DeSantis, who rarely speaks without reminding listeners that he won reelection by a margin of almost 20%, is on a coast-to-coast tour to court Republican voters and contributors.
He spoke to conservative donors in Florida on Thursday and Texas Republicans on Friday. He’s scheduled to speak at the Reagan Presidential Library in Simi Valley on Sunday and at a GOP fundraiser in Orange County on Sunday night. He’s reportedly planning trips to Iowa and New Hampshire, the first caucus and primary states.
DeSantis’ goal appears straightforward: He hopes to become the consensus alternative to his party’s presumptive front-runner, former President Trump.
He’s already succeeding. Public opinion polls, which at this point are entertaining but not predictive, show DeSantis firmly in second place — in a race he hasn’t entered.
“It’s unusual that you have two people so clearly out front at this early stage,” GOP strategist Alex Conant told me, referring to DeSantis and Trump. “That’s going to make it hard for other potential candidates to make any headway.”
DeSantis has bootstrapped his way to the top of the conservative heap by casting himself as a bare-knuckled brawler in the culture wars.
During the pandemic, he derided Dr. Anthony Fauci and ordered Florida’s schools to reopen before most other states did. He chartered a jet to dump Venezuelan asylum seekers on the mostly liberal enclave of Martha’s Vineyard, Mass. He enacted a law to ban teachers from discussing sexual orientation before the fourth grade (known by its opponents as “Don’t Say Gay”). When Disney executives criticized the law, he denounced them as “woke” and stripped Disney World of its status as a self-governing district.
Fox News hailed him as a hero. And to many GOP donors and voters, he began to look like a potential fusion candidate — militant enough to appeal to Trump fans, but conventional enough for Republicans tired of the former president’s chaotic style.
Trump noticed with mounting anger.
He dubbed DeSantis, whom he once endorsed, as “Ron DeSanctimonious.”
He attacked DeSantis for supporting cuts in future spending on Social Security and Medicare, a position that was conservative orthodoxy before Trump disavowed it in 2016.
“People are finding out that he wanted to cut Social Security and raise the minimum age to at least 70,” Trump wrote on his social media feed last week. “He is a wheelchair over the cliff kind of guy.”
That was an apparent reference to a 2011 Democratic campaign ad that portrayed then-Rep. Paul D. Ryan, who was chairman of the House Budget Committee, tossing a white-haired lady off a mountain.
DeSantis wisely avoided trading insults with the most accomplished mudslinger in modern politics. “It’s silly season,” he said.
But Trump’s attacks are unlikely to stop there.
“The question is: Does any of it stick, and how does DeSantis handle it?” Conant said.
On one point, Trump was mostly right. When DeSantis ran for Congress in 2012, he argued that the Social Security retirement age should be raised from 67 to 70.
In the face of Trump’s offensive, DeSantis retreated. “We’re not going to mess with Social Security,” he told Fox News last week.
DeSantis hasn’t been as nimble on a second test: figuring out a coherent position on the war in Ukraine.
As a hawkish congressman in 2014, he criticized then-President Obama for failing to send weapons to Kyiv. “When someone like [Russian President Vladimir] Putin sees Obama being indecisive, I think that whets his appetite to cause more trouble,” he said.
But last month, DeSantis criticized President Biden for sending Ukraine too much aid. “They have, effectively, a blank-check policy,” he complained inaccurately. “I don’t think it’s in our interest to be … getting involved over things like the borderlands or over Crimea.”
If there was a guiding principle there, it was hard to find — unless it was merely opposing a Democratic president.
DeSantis still has a few months to work on his positions. But he’ll face a full-scale test in August, when Republicans have scheduled their first presidential debate.
It’s likely to be a tough one, because every other candidate will be gunning for him — not only Trump, but all the others, since they want to take DeSantis’ place as the leading alternative.
If DeSantis stumbles, several understudies may vie to replace him: former South Carolina Gov. Nikki Haley, former Vice President Mike Pence, Sen. Tim Scott (R-S.C.) and perhaps others.
And non-Trump Republicans will again face the challenge of coalescing around a single alternative, mindful of their experience in 2016 when a large, fragmented field helped Trump win the nomination.
It may be a cliche, but it’s true: The stakes in this campaign go beyond choosing a nominee. The race will determine the future of America’s conservative party.
If the GOP is still defined by allegiance to Trump, as it was in 2016 and 2020, then he’ll be its nominee.
If most Republicans want to move beyond Trump to a less chaotic version of conservatism — or merely want a candidate who seems more electable — DeSantis has made himself a logical choice.
But first he has to survive the next six months.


--- REQUIRED ACTION ---
Where in the records does the word "color" occur? Copy each line in which it does.

DATASET ENTRIES Block Start

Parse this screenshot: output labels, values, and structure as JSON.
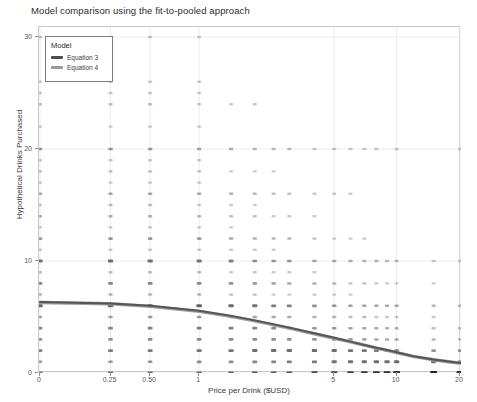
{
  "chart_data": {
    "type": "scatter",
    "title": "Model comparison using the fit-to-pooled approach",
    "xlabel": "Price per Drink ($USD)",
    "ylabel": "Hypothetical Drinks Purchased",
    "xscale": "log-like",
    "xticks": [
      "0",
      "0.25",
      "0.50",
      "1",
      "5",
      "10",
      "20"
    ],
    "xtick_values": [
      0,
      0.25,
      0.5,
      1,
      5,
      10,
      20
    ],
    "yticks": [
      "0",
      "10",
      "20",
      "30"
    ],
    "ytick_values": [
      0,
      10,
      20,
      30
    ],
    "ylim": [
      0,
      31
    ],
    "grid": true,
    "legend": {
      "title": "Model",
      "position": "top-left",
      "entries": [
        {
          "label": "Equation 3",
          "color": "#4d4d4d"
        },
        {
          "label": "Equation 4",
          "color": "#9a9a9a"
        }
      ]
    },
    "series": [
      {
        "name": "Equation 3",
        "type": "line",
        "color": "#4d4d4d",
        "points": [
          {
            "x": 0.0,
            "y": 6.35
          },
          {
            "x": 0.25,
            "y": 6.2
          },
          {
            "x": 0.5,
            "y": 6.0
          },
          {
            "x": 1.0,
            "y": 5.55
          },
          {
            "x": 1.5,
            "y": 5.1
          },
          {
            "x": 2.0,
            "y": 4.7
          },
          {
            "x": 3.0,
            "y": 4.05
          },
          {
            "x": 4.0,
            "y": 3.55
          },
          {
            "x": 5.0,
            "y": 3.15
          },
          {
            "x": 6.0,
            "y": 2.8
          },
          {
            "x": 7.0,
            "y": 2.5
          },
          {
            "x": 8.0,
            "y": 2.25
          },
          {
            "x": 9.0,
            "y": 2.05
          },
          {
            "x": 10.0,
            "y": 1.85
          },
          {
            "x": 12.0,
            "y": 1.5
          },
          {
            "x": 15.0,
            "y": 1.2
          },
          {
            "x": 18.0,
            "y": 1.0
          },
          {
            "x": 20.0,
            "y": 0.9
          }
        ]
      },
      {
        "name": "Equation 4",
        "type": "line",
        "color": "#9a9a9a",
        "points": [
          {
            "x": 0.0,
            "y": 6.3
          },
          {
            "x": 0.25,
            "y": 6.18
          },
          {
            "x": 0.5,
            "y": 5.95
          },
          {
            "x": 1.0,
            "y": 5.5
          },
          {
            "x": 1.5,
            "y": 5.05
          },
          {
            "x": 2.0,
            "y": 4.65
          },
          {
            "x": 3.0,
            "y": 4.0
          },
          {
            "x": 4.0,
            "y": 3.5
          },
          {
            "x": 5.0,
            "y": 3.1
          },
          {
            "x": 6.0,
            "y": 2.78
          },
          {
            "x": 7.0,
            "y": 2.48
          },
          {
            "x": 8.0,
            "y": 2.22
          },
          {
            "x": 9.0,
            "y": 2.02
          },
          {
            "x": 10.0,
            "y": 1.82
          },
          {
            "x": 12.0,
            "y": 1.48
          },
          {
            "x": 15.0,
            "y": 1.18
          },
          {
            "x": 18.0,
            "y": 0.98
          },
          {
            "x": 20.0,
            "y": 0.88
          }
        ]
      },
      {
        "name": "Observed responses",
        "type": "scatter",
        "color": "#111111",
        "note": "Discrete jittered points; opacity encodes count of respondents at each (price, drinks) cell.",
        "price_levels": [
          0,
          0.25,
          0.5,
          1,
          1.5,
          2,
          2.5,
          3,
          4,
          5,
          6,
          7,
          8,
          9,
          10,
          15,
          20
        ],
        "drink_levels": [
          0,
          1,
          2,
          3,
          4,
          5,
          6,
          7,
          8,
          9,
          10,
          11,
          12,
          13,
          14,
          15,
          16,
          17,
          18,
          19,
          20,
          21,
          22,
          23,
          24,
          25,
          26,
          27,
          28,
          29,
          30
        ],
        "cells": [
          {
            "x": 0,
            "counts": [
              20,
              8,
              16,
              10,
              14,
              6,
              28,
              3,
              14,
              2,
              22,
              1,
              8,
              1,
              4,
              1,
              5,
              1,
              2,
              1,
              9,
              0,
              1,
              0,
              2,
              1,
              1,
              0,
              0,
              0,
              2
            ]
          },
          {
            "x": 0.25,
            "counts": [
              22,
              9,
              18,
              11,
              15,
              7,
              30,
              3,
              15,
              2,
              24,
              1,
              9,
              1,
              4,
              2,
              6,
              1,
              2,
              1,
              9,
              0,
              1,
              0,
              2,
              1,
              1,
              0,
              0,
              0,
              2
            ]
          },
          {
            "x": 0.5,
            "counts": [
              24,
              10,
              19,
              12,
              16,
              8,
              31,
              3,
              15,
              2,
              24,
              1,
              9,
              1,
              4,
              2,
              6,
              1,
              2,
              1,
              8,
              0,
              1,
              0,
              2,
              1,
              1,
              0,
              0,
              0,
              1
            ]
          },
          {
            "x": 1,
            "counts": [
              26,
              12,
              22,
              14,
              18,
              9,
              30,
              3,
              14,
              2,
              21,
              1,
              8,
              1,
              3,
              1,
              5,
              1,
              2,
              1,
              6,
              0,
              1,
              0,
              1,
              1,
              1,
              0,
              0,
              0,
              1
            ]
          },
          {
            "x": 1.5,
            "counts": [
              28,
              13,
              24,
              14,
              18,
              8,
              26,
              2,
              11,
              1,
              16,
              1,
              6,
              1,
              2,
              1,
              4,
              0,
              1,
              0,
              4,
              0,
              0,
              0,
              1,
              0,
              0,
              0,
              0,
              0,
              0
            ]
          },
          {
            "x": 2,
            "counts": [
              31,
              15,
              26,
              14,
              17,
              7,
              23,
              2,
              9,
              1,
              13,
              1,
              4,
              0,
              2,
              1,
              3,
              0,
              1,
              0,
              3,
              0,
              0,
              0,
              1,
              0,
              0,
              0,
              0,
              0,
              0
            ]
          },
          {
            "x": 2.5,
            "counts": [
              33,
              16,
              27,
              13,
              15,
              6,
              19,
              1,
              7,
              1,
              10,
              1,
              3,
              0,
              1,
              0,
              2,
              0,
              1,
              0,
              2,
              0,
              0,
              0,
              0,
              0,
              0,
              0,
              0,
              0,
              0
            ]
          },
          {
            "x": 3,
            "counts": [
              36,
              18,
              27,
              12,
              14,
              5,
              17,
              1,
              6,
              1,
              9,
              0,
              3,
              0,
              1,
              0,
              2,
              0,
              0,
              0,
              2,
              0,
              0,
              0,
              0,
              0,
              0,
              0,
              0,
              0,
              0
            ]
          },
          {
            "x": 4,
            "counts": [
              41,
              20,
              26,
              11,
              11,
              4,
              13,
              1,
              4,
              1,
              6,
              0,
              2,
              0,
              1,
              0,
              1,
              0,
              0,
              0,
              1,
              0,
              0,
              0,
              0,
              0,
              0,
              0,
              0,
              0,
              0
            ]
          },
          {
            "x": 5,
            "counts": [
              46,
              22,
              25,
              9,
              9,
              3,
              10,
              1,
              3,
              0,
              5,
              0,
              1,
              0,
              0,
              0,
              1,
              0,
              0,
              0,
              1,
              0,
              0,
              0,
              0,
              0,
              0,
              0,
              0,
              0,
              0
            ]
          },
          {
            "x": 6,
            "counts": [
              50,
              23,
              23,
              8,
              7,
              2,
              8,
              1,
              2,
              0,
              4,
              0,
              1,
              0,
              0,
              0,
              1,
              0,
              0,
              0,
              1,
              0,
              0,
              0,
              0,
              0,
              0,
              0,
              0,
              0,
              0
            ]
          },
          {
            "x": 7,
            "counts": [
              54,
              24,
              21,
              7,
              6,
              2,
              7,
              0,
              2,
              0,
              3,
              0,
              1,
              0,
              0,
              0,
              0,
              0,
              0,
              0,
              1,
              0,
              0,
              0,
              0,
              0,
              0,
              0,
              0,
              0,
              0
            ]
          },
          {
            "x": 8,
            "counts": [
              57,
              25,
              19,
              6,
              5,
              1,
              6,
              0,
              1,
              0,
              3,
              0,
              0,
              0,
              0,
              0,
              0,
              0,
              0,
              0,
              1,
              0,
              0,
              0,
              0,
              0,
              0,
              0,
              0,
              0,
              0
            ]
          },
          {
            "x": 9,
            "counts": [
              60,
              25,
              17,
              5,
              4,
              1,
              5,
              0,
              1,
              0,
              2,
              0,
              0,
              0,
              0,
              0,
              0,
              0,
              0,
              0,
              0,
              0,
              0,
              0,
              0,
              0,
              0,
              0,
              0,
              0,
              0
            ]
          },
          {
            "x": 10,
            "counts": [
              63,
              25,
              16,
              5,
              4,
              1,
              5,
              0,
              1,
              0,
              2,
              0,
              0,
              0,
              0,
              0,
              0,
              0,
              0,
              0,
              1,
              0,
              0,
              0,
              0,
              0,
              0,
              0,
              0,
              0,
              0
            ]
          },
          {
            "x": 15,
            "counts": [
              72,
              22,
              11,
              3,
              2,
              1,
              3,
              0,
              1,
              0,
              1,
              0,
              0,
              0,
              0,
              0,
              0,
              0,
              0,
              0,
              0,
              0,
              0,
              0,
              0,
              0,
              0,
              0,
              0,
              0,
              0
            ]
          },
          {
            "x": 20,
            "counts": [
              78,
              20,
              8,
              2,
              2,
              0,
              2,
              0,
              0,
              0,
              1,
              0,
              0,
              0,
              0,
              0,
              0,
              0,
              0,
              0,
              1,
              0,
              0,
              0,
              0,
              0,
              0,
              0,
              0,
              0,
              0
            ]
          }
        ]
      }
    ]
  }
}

DATASET ENTRIES Block End

--- ANSWER AREA ---
          "color": "#4d4d4d"
          "color": "#9a9a9a"
        "color": "#4d4d4d",
        "color": "#9a9a9a",
        "color": "#111111",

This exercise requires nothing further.